Thousands pour onto streets in Shenzhen, Guangzhou to protest the Japanese
Posted: 08/19/2012 5:53 pmThousands of people marched through the streets of Shenzhen, Guangzhou, and other cities in China today to protest the Japanese claims to the Diaoyu Islands, known as the Senkaku in Japanese.
The islands have become a flashpoint in Sino-Japanese relations of late, with a Hong Kong boat reaching the Japanese-administered islands last week and unfurling a Chinese flag. Both countries insist the rocks, in an area rich in oil and gas, belong to them.

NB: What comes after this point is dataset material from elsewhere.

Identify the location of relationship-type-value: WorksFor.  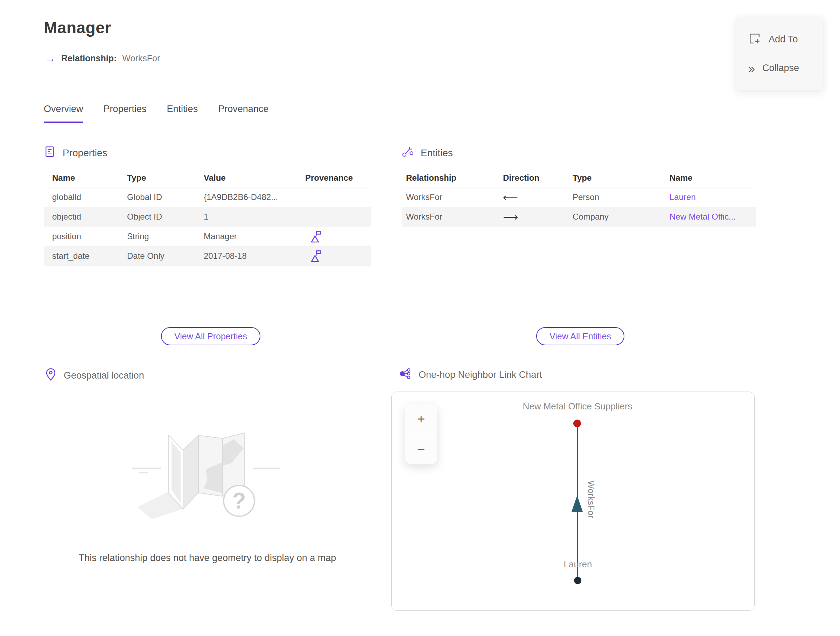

People in both Shenzhen and Guangzhou took to the streets today, along with their compatriots in Beijing, Hangzhou, Yiwu, Chengdu, Nanchang, Wenzhou, Taiyuan, Suzhou, and Changsha, to protest a Japanese landing at one of the uninhabited islands this morning.
Reports from Shenzhen and Guangzhou indicate thousands of people marched through the streets denouncing Japan, with some even smashing Japanese-made cars. Photos of the protests are below.
RTHK has some details:
More than a hundred people gathered near the complex housing the Japanese consulate in Guangzhou, chanting “Japan get out of the Diaoyu Islands,” Xinhua news agency said.
In Shenzhen, protesters gathered at an outdoor plaza, waving Chinese flags and shouting slogans, Xinhua said, but did not give the number of participants.
Zhang Pei, one participant, said protesters were marching towards a train station on the border with Hong Kong.
“The demonstration is strung out for seven to eight kilometres. Many police are escorting us along the street,” he told AFP news agency.
Reuters reports on the landing made by the Japanese Sunday morning, which may have sparked the protest:
Early on Sunday, 10 members of a group of more than 100 Japanese nationalists who sailed to the island chain swam ashore to one of the islets and waved Japanese flags.
Three Japanese Coast Guard vessels were nearby, a Reuters TV journalist on board one of the boats said.
“I was hoping that someone with a real sense of Japanese spirit and courage would go and land and raise the flag, I just feel they’ve done a good job,” said Kazuko Uematsu, local lawmaker from Shizuoka Prefecture who was part of the flotilla.
The photos below are taken from Weibo.
(Thanks @MissXQ for the tips and photos).